Thanks for all of the info and suggestions. He is in private school and I honestly don't know if they have a counselor on site. After the psychiatric eval we will talk to the school about their eval process and talk to our Dr. about further evals depending on the results.

I have a 5.5 year old son. A little background; he is very bright- was reading, spelling, writing very early, very artistic, etc. He is quite shy and doesn't speak up in class or answer the teachers. He is very good in school, doesn't fuss, does all of his homework in class and at home and enjoys it. He can focus on art or writing or reading for hours at a time. So why am I here?

The teachers were mainly concerned about him getting distracted when he sits down to start a new projects and spacing out. The have to guide him a lot and repeat themselves. He says 'I don't know' a lot when he obviously does.

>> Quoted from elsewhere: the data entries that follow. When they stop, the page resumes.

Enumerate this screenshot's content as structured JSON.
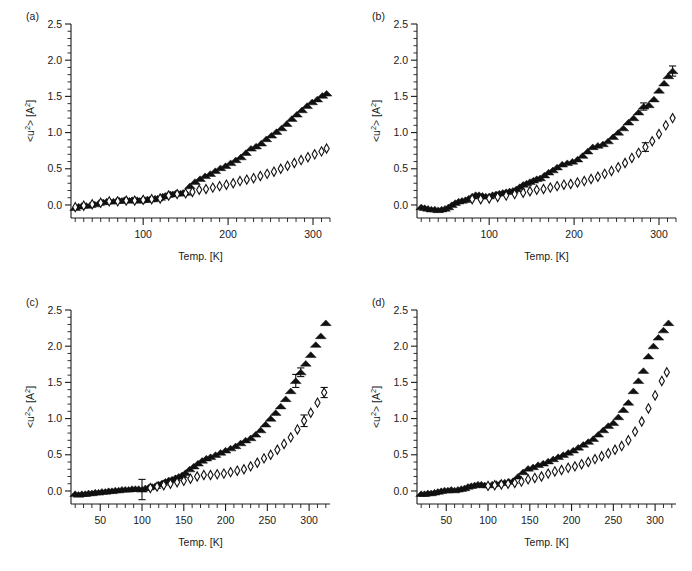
{
  "figure": {
    "background": "#ffffff",
    "ink_color": "#1a1a1a",
    "panel_labels": [
      "(a)",
      "(b)",
      "(c)",
      "(d)"
    ]
  },
  "axis": {
    "xlabel": "Temp. [K]",
    "ylabel_main": "<u",
    "ylabel_sup1": "2",
    "ylabel_mid": "> [A",
    "ylabel_sup2": "2",
    "ylabel_end": "]",
    "ylabel_plain": "<u2> [A2]"
  },
  "chart_data": [
    {
      "type": "scatter",
      "panel": "(a)",
      "title": "(a)",
      "xlabel": "Temp. [K]",
      "ylabel": "<u2> [A2]",
      "xlim": [
        15,
        320
      ],
      "ylim": [
        -0.18,
        2.5
      ],
      "xticks": [
        100,
        200,
        300
      ],
      "xticklabels": [
        "100",
        "200",
        "300"
      ],
      "xminor_step": 10,
      "yticks": [
        0.0,
        0.5,
        1.0,
        1.5,
        2.0,
        2.5
      ],
      "yticklabels": [
        "0.0",
        "0.5",
        "1.0",
        "1.5",
        "2.0",
        "2.5"
      ],
      "yminor_step": 0.1,
      "grid": false,
      "legend": "none",
      "series": [
        {
          "name": "filled-triangle",
          "marker": "triangle-up",
          "fill": "#111111",
          "x": [
            20,
            24,
            28,
            33,
            38,
            43,
            48,
            53,
            57,
            61,
            65,
            69,
            72,
            75,
            78,
            81,
            84,
            87,
            90,
            93,
            96,
            99,
            102,
            105,
            108,
            111,
            114,
            117,
            120,
            123,
            126,
            129,
            132,
            135,
            138,
            141,
            144,
            147,
            150,
            155,
            161,
            167,
            173,
            179,
            185,
            191,
            197,
            203,
            209,
            215,
            221,
            227,
            233,
            239,
            245,
            251,
            257,
            263,
            269,
            275,
            281,
            287,
            293,
            299,
            305,
            311,
            316
          ],
          "y": [
            -0.04,
            -0.02,
            -0.01,
            -0.01,
            0.0,
            0.01,
            0.03,
            0.04,
            0.05,
            0.05,
            0.05,
            0.06,
            0.06,
            0.06,
            0.07,
            0.07,
            0.06,
            0.07,
            0.07,
            0.07,
            0.06,
            0.07,
            0.07,
            0.08,
            0.08,
            0.08,
            0.09,
            0.09,
            0.1,
            0.12,
            0.13,
            0.14,
            0.15,
            0.15,
            0.16,
            0.16,
            0.16,
            0.17,
            0.17,
            0.26,
            0.32,
            0.36,
            0.4,
            0.43,
            0.47,
            0.51,
            0.54,
            0.58,
            0.62,
            0.66,
            0.72,
            0.78,
            0.81,
            0.85,
            0.91,
            0.96,
            1.01,
            1.06,
            1.12,
            1.19,
            1.25,
            1.31,
            1.37,
            1.42,
            1.46,
            1.51,
            1.54
          ]
        },
        {
          "name": "open-diamond",
          "marker": "diamond-open",
          "fill": "none",
          "x": [
            20,
            30,
            40,
            50,
            60,
            70,
            80,
            90,
            100,
            110,
            120,
            130,
            140,
            150,
            158,
            166,
            174,
            182,
            190,
            198,
            206,
            214,
            222,
            230,
            238,
            246,
            254,
            262,
            270,
            278,
            286,
            294,
            302,
            310,
            316
          ],
          "y": [
            -0.03,
            -0.01,
            0.01,
            0.03,
            0.05,
            0.05,
            0.06,
            0.06,
            0.07,
            0.08,
            0.09,
            0.13,
            0.15,
            0.16,
            0.18,
            0.21,
            0.22,
            0.24,
            0.26,
            0.28,
            0.3,
            0.33,
            0.35,
            0.37,
            0.4,
            0.43,
            0.46,
            0.5,
            0.54,
            0.58,
            0.62,
            0.66,
            0.7,
            0.74,
            0.78
          ]
        }
      ]
    },
    {
      "type": "scatter",
      "panel": "(b)",
      "title": "(b)",
      "xlabel": "Temp. [K]",
      "ylabel": "<u2> [A2]",
      "xlim": [
        15,
        320
      ],
      "ylim": [
        -0.18,
        2.5
      ],
      "xticks": [
        100,
        200,
        300
      ],
      "xticklabels": [
        "100",
        "200",
        "300"
      ],
      "xminor_step": 10,
      "yticks": [
        0.0,
        0.5,
        1.0,
        1.5,
        2.0,
        2.5
      ],
      "yticklabels": [
        "0.0",
        "0.5",
        "1.0",
        "1.5",
        "2.0",
        "2.5"
      ],
      "yminor_step": 0.1,
      "grid": false,
      "legend": "none",
      "series": [
        {
          "name": "filled-triangle",
          "marker": "triangle-up",
          "fill": "#111111",
          "x": [
            20,
            24,
            28,
            32,
            36,
            40,
            44,
            48,
            52,
            56,
            60,
            64,
            68,
            72,
            76,
            80,
            84,
            88,
            92,
            96,
            100,
            104,
            108,
            112,
            116,
            120,
            124,
            128,
            132,
            136,
            140,
            144,
            148,
            152,
            156,
            160,
            165,
            170,
            175,
            180,
            186,
            192,
            198,
            204,
            210,
            216,
            222,
            228,
            234,
            240,
            246,
            252,
            258,
            264,
            270,
            276,
            282,
            288,
            294,
            300,
            306,
            311,
            316
          ],
          "y": [
            -0.03,
            -0.04,
            -0.05,
            -0.06,
            -0.06,
            -0.07,
            -0.06,
            -0.05,
            -0.03,
            0.0,
            0.03,
            0.05,
            0.06,
            0.07,
            0.09,
            0.12,
            0.14,
            0.14,
            0.13,
            0.12,
            0.12,
            0.14,
            0.15,
            0.16,
            0.17,
            0.18,
            0.19,
            0.2,
            0.22,
            0.25,
            0.28,
            0.3,
            0.32,
            0.34,
            0.36,
            0.37,
            0.41,
            0.45,
            0.48,
            0.52,
            0.56,
            0.58,
            0.6,
            0.63,
            0.68,
            0.74,
            0.8,
            0.82,
            0.84,
            0.88,
            0.94,
            1.0,
            1.06,
            1.14,
            1.2,
            1.28,
            1.36,
            1.38,
            1.46,
            1.58,
            1.68,
            1.78,
            1.85
          ],
          "errorbars": [
            {
              "x": 282,
              "y": 1.36,
              "err": 0.05
            },
            {
              "x": 316,
              "y": 1.85,
              "err": 0.07
            }
          ]
        },
        {
          "name": "open-diamond",
          "marker": "diamond-open",
          "fill": "none",
          "x": [
            80,
            90,
            100,
            110,
            120,
            130,
            140,
            148,
            156,
            164,
            172,
            180,
            188,
            196,
            204,
            212,
            220,
            228,
            236,
            244,
            252,
            260,
            268,
            276,
            284,
            292,
            300,
            308,
            316
          ],
          "y": [
            0.08,
            0.08,
            0.09,
            0.11,
            0.13,
            0.15,
            0.17,
            0.19,
            0.21,
            0.22,
            0.24,
            0.26,
            0.28,
            0.29,
            0.31,
            0.33,
            0.36,
            0.39,
            0.43,
            0.47,
            0.52,
            0.58,
            0.65,
            0.72,
            0.8,
            0.88,
            0.98,
            1.1,
            1.2
          ],
          "errorbars": [
            {
              "x": 284,
              "y": 0.8,
              "err": 0.06
            }
          ]
        }
      ]
    },
    {
      "type": "scatter",
      "panel": "(c)",
      "title": "(c)",
      "xlabel": "Temp. [K]",
      "ylabel": "<u2> [A2]",
      "xlim": [
        15,
        325
      ],
      "ylim": [
        -0.18,
        2.5
      ],
      "xticks": [
        50,
        100,
        150,
        200,
        250,
        300
      ],
      "xticklabels": [
        "50",
        "100",
        "150",
        "200",
        "250",
        "300"
      ],
      "xminor_step": 10,
      "yticks": [
        0.0,
        0.5,
        1.0,
        1.5,
        2.0,
        2.5
      ],
      "yticklabels": [
        "0.0",
        "0.5",
        "1.0",
        "1.5",
        "2.0",
        "2.5"
      ],
      "yminor_step": 0.1,
      "grid": false,
      "legend": "none",
      "series": [
        {
          "name": "filled-triangle",
          "marker": "triangle-up",
          "fill": "#111111",
          "x": [
            20,
            24,
            28,
            32,
            36,
            40,
            44,
            48,
            52,
            56,
            60,
            64,
            68,
            72,
            76,
            80,
            84,
            88,
            92,
            96,
            100,
            104,
            108,
            112,
            116,
            120,
            124,
            128,
            132,
            136,
            140,
            144,
            148,
            152,
            157,
            162,
            167,
            172,
            177,
            182,
            188,
            194,
            200,
            206,
            212,
            218,
            224,
            230,
            236,
            242,
            248,
            254,
            260,
            266,
            272,
            278,
            284,
            290,
            296,
            302,
            308,
            314,
            320
          ],
          "y": [
            -0.04,
            -0.05,
            -0.04,
            -0.04,
            -0.03,
            -0.03,
            -0.02,
            -0.02,
            -0.01,
            -0.01,
            0.0,
            0.0,
            0.01,
            0.01,
            0.02,
            0.02,
            0.02,
            0.03,
            0.03,
            0.03,
            0.02,
            0.04,
            0.05,
            0.06,
            0.07,
            0.09,
            0.11,
            0.13,
            0.15,
            0.16,
            0.18,
            0.2,
            0.22,
            0.25,
            0.3,
            0.34,
            0.38,
            0.42,
            0.45,
            0.47,
            0.5,
            0.53,
            0.56,
            0.59,
            0.62,
            0.66,
            0.7,
            0.73,
            0.78,
            0.84,
            0.92,
            1.0,
            1.08,
            1.17,
            1.27,
            1.38,
            1.52,
            1.64,
            1.76,
            1.88,
            2.02,
            2.14,
            2.32
          ],
          "errorbars": [
            {
              "x": 100,
              "y": 0.02,
              "err": 0.14
            },
            {
              "x": 284,
              "y": 1.52,
              "err": 0.09
            },
            {
              "x": 290,
              "y": 1.64,
              "err": 0.06
            }
          ]
        },
        {
          "name": "open-diamond",
          "marker": "diamond-open",
          "fill": "none",
          "x": [
            110,
            118,
            126,
            134,
            142,
            150,
            158,
            166,
            174,
            182,
            190,
            198,
            206,
            214,
            222,
            230,
            238,
            246,
            254,
            262,
            270,
            278,
            286,
            294,
            302,
            310,
            318
          ],
          "y": [
            0.04,
            0.06,
            0.08,
            0.1,
            0.12,
            0.14,
            0.17,
            0.2,
            0.22,
            0.22,
            0.23,
            0.24,
            0.26,
            0.28,
            0.3,
            0.34,
            0.39,
            0.45,
            0.5,
            0.57,
            0.65,
            0.74,
            0.85,
            0.97,
            1.08,
            1.22,
            1.36
          ],
          "errorbars": [
            {
              "x": 294,
              "y": 0.97,
              "err": 0.08
            },
            {
              "x": 318,
              "y": 1.36,
              "err": 0.07
            }
          ]
        }
      ]
    },
    {
      "type": "scatter",
      "panel": "(d)",
      "title": "(d)",
      "xlabel": "Temp. [K]",
      "ylabel": "<u2> [A2]",
      "xlim": [
        15,
        325
      ],
      "ylim": [
        -0.18,
        2.5
      ],
      "xticks": [
        50,
        100,
        150,
        200,
        250,
        300
      ],
      "xticklabels": [
        "50",
        "100",
        "150",
        "200",
        "250",
        "300"
      ],
      "xminor_step": 10,
      "yticks": [
        0.0,
        0.5,
        1.0,
        1.5,
        2.0,
        2.5
      ],
      "yticklabels": [
        "0.0",
        "0.5",
        "1.0",
        "1.5",
        "2.0",
        "2.5"
      ],
      "yminor_step": 0.1,
      "grid": false,
      "legend": "none",
      "series": [
        {
          "name": "filled-triangle",
          "marker": "triangle-up",
          "fill": "#111111",
          "x": [
            20,
            24,
            28,
            32,
            36,
            40,
            44,
            48,
            52,
            56,
            60,
            64,
            68,
            72,
            76,
            80,
            84,
            88,
            92,
            96,
            100,
            105,
            110,
            115,
            120,
            125,
            130,
            136,
            142,
            148,
            154,
            160,
            166,
            172,
            178,
            184,
            190,
            196,
            202,
            208,
            214,
            220,
            226,
            232,
            238,
            244,
            250,
            256,
            262,
            268,
            274,
            280,
            286,
            292,
            298,
            304,
            310,
            316
          ],
          "y": [
            -0.04,
            -0.04,
            -0.03,
            -0.03,
            -0.02,
            -0.01,
            0.0,
            0.01,
            0.01,
            0.02,
            0.01,
            0.02,
            0.03,
            0.04,
            0.06,
            0.07,
            0.08,
            0.09,
            0.09,
            0.08,
            0.08,
            0.09,
            0.1,
            0.11,
            0.12,
            0.13,
            0.14,
            0.2,
            0.26,
            0.31,
            0.33,
            0.36,
            0.38,
            0.41,
            0.44,
            0.47,
            0.5,
            0.53,
            0.56,
            0.6,
            0.64,
            0.68,
            0.72,
            0.78,
            0.84,
            0.9,
            0.94,
            1.02,
            1.12,
            1.22,
            1.38,
            1.52,
            1.66,
            1.86,
            2.0,
            2.12,
            2.22,
            2.32
          ]
        },
        {
          "name": "open-diamond",
          "marker": "diamond-open",
          "fill": "none",
          "x": [
            100,
            108,
            116,
            124,
            132,
            140,
            148,
            156,
            164,
            172,
            180,
            188,
            196,
            204,
            212,
            220,
            228,
            236,
            244,
            252,
            260,
            268,
            276,
            284,
            292,
            300,
            308,
            314
          ],
          "y": [
            0.07,
            0.08,
            0.09,
            0.1,
            0.11,
            0.13,
            0.16,
            0.18,
            0.2,
            0.24,
            0.27,
            0.29,
            0.32,
            0.34,
            0.37,
            0.4,
            0.44,
            0.48,
            0.52,
            0.57,
            0.62,
            0.7,
            0.82,
            0.96,
            1.14,
            1.32,
            1.52,
            1.64
          ]
        }
      ]
    }
  ]
}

I worry because he speaks in these 'tangential' conversations where he will go off on a story that doesn't make sense while we are talking or when we aren't.

He also can obsess about a book or a character and all he wants to do is read that book or draw pictures from that book every day for a month or so. Sometimes he wants us to repeat steps that we did to complete something at home and has a tantrum if we don't do it exactly as he wants.

So we are getting a psychioatric evaluation soon.

Any thoughts??

He is a liottle young to be diagnosed with ADHD, but it happens sometimes . I would definetely contact a Neuorpsychologist for testing/evaluation, not a Psychiatrist. Thank you for your reply. The primary physician gave me the referral after I explained our concerns. Why do you say neuropsychologist?I agree, neuropsych is the way to go. It is generally best to evaluate AFTER age 6 though. In the meantime you can request school do an evaluation. Ask for a speech language, behavioral evaluation. He sounds a lot like my younger daughter at age 4. She gets some services though school, but does seem to be outgrowing most of this stuff. I think it was a bit of a language delay. A neuropsychologist will do a full evlaution and test for all learning disabilities. If you start with the school's speech language and psych testing, you get a starting point and save the private eval until he's older. You would do this by sending a letter to the school's special ed coordinator, requesting an evaluation of your concerns with your sons language, bahviors (the repetitive speech, inattention....etc. CC the teacher, principal and special ed director for the town. They have 60 school days to evaluate. Mention the teachers concerns with inattention and "spacing out".